A Letter Book

Chapter 22

An infinitely small jest occurs to me in connection with the historic umbrella: and perhaps its infinite smallness attracts me. Would you mind handing it to Rudyard Kipling with the enclosed note?[136] It seems to me fitly to consecrate and commemorate this most absurd episode.

Yours very sincerely,

ROBERT LOUIS STEVENSON.

[_Enclosure_]

This Umbrella purchased in the year 1878 by Robert Louis Stevenson (and faithfully stabled for more than twelve years in the halls of George Saintsbury) is now handed on at the suggestion of the first and by the loyal hands of the second, to Rudyard Kipling.

 

PRINTED IN GREAT BRITAIN BY ROBERT MACLEHOSE AND CO. LTD.

THE UNIVERSITY PRESS, GLASGOW.

FOOTNOTES:

[130] Of this _moratorium_ I believe I duly advised R. L. S. and I don"t think he objected. There was, if I remember rightly, a further reason for it--that I was living in two places at the time and the subject was not immediately at hand.

[131] Lockhart"s (self-given) name in the "_Chaldee MS._" was "the Scorpion that delighteth to sting the faces of men."

[132] Maupa.s.sant"s ineffable hero and t.i.tle-giver.

[133] Hardly any school-boy of my or Stevenson"s generation would have needed a reference to the _Essay on Murder_. But I am told that De Quincey has gone out of fashion, with school-boys and others.

[134] We know now: also what "The Duke" said when consulted. They did not agree with Stevenson, but then they knew all the facts and he did not.

[135] I should have held it myself, if the facts had been what R. L. S.

thought them.

[136] Which of course is Mr. Kipling"s property, not mine. But he has most kindly joined in, authorising its publication, and that of the rest of the letter as far as he is concerned.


◆ HOW TO COMPLETE THIS TASK:
Take the line that has "Give bounding boxes" in it and every line after it to the end of the entries, and reproduce them exactly.

◆ DATA SECTION:
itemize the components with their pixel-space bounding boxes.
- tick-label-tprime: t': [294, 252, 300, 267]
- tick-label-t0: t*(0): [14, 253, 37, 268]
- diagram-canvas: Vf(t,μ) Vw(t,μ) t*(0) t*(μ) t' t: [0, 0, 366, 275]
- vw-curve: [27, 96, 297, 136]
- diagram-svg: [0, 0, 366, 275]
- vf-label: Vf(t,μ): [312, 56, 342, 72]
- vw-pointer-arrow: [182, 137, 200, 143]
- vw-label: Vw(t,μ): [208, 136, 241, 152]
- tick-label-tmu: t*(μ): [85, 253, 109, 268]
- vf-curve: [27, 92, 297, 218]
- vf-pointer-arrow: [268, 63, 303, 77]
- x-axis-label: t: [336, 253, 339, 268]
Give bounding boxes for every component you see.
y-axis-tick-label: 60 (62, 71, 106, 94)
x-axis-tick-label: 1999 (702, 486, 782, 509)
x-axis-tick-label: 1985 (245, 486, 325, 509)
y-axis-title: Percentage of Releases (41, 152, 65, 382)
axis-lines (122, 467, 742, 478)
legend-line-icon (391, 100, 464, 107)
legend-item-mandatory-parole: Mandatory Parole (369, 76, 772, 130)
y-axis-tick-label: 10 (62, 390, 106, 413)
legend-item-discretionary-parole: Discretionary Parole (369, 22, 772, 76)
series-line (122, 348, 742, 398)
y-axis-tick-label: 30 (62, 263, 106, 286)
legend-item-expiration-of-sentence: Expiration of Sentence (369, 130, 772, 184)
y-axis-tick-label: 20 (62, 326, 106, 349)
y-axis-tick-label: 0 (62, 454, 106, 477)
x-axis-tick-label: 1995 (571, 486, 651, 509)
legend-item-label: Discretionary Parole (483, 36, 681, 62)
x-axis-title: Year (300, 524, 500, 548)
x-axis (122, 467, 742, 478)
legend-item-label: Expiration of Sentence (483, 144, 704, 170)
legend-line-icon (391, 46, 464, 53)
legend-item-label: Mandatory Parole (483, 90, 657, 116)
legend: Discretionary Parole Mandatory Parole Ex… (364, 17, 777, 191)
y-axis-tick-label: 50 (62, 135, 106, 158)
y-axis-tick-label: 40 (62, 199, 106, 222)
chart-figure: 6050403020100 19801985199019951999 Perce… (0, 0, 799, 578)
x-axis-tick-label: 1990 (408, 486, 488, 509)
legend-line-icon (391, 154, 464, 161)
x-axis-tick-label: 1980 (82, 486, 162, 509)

◆ REPLY TO THE TASK:
Give bounding boxes for every component you see.
y-axis-tick-label: 60 (62, 71, 106, 94)
x-axis-tick-label: 1999 (702, 486, 782, 509)
x-axis-tick-label: 1985 (245, 486, 325, 509)
y-axis-title: Percentage of Releases (41, 152, 65, 382)
axis-lines (122, 467, 742, 478)
legend-line-icon (391, 100, 464, 107)
legend-item-mandatory-parole: Mandatory Parole (369, 76, 772, 130)
y-axis-tick-label: 10 (62, 390, 106, 413)
legend-item-discretionary-parole: Discretionary Parole (369, 22, 772, 76)
series-line (122, 348, 742, 398)
y-axis-tick-label: 30 (62, 263, 106, 286)
legend-item-expiration-of-sentence: Expiration of Sentence (369, 130, 772, 184)
y-axis-tick-label: 20 (62, 326, 106, 349)
y-axis-tick-label: 0 (62, 454, 106, 477)
x-axis-tick-label: 1995 (571, 486, 651, 509)
legend-item-label: Discretionary Parole (483, 36, 681, 62)
x-axis-title: Year (300, 524, 500, 548)
x-axis (122, 467, 742, 478)
legend-item-label: Expiration of Sentence (483, 144, 704, 170)
legend-line-icon (391, 46, 464, 53)
legend-item-label: Mandatory Parole (483, 90, 657, 116)
legend: Discretionary Parole Mandatory Parole Ex… (364, 17, 777, 191)
y-axis-tick-label: 50 (62, 135, 106, 158)
y-axis-tick-label: 40 (62, 199, 106, 222)
chart-figure: 6050403020100 19801985199019951999 Perce… (0, 0, 799, 578)
x-axis-tick-label: 1990 (408, 486, 488, 509)
legend-line-icon (391, 154, 464, 161)
x-axis-tick-label: 1980 (82, 486, 162, 509)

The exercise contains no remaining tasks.